Startled, she looked up at him. “Afraid of you?” There was astonishment in her voice, and it occurred to her only then that he was a man many would be afraid of. Odd. She had felt no fear of him at all, not even in those first tense moments. She trusted him without even thinking about it. “No. I—I’m not afraid of you.”
“Do you trust me?”
“Yes.” She tried to lessen the importance of that instant response by adding defensively, “William does, after all.”
Derek nodded slightly. He was still standing in the middle of the room, hands in his pockets as he watched her intently. “I may have to ask you to trust me unconditionally. Will you be able to do that, Shannon?”
“What do you mean, unconditionally?”
“Just that. No reservations, no hesitations. If I tell you to do something, you have to do it—no matter what. Our lives could depend on it.”
Shannon was afraid now, but not of him. “I don’t understand.”
“We’ll be leaving here in a day or two; it won’t be safe to stay longer.” His voice was calm, steady. “They don’t know you’re with me, but if they know the right people to ask, they’ll find out I’m a possible threat. So we’ll have to keep m
oving. I know a few places, safe at least for a while. But the important thing is that you have to trust me. We may have to move very quickly, with no warning.”
“All right,” she said steadily.
He smiled. “No hesitation?”
“What choice do I have?”
“True.” He stopped smiling.
“I’m sorry.” Suddenly she wanted to cry. “I shouldn’t have said that. You took in a stranger, and you didn’t have to. You didn’t have to be so kind or decide to get involved in this mess—”
“Shannon?”
She put her cup down, wondering why she’d been holding it, then met his gaze. “What?”
“You’re beautiful.”
The two simple words had the same impact on her this time; she couldn’t breathe and her heart thumped heavily. “Stop saying that,” she managed to say.

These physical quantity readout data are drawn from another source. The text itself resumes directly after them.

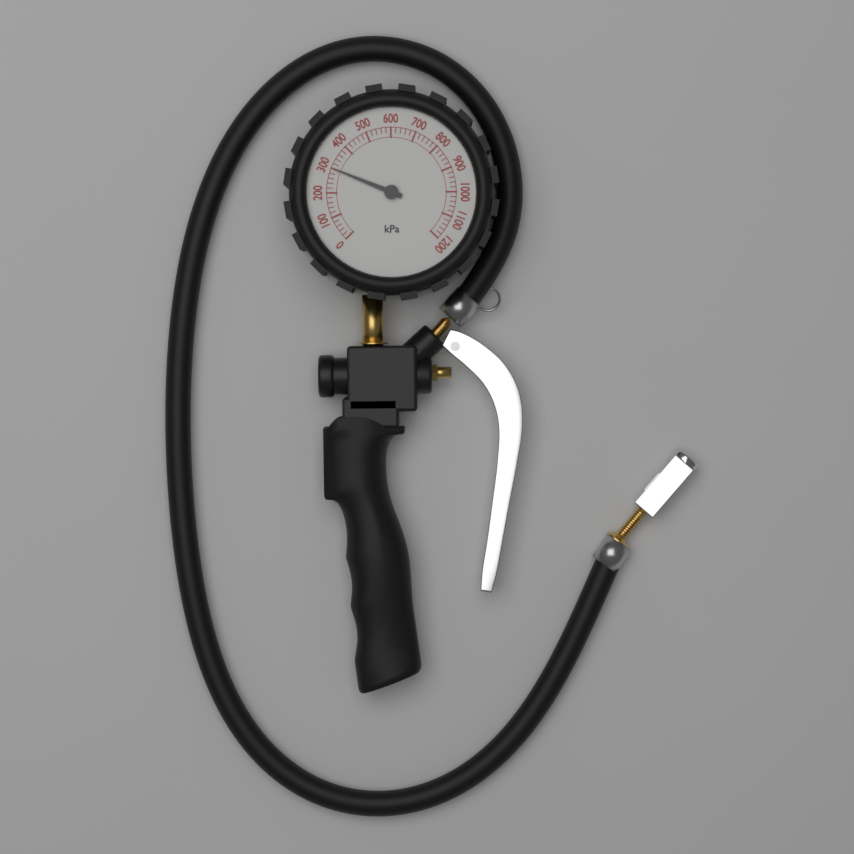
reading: 300 kPa
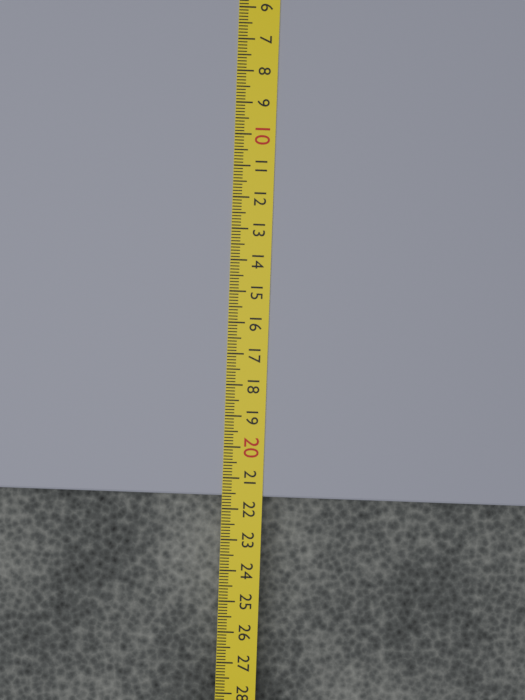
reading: 21.6 cm
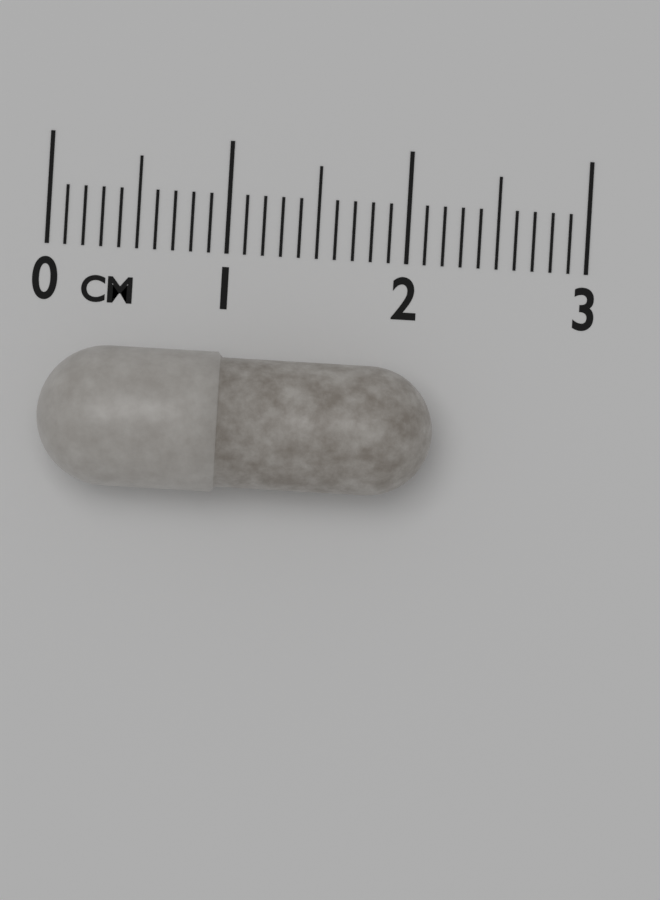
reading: 2.2 cm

“Unconditional trust, remember?”
The room was suddenly getting small, very small, until she thought she could reach out and touch the walls, stand up and bump her head on the ceiling. It was small, and full of him, and she couldn’t look away from those dark eyes. Her throat was tense, tight, and her shaking fingers twined together in her lap.
He just stood there, just stood there waiting, as if he was prepared to wait forever if that’s how long it took her to answer. Her hands were cold and there wasn’t any space at all between her and him, he filled it somehow, made it thick with emotions she didn’t understand.
“Stop it,” she whispered, not even sure what she was asking him to stop.
“No.” His voice remained calm, his face still, and he made no move toward her. “This is important, Shannon. You carry a cracked mirror around with you long enough, and everything begins to show a distorted reflection. You have to see what’s there—beginning with your own true reflection.”
“I can’t—”
“I know you can’t. Not yet. That’s why you have to trust me to see for you until you learn how. Do you trust me to do that?”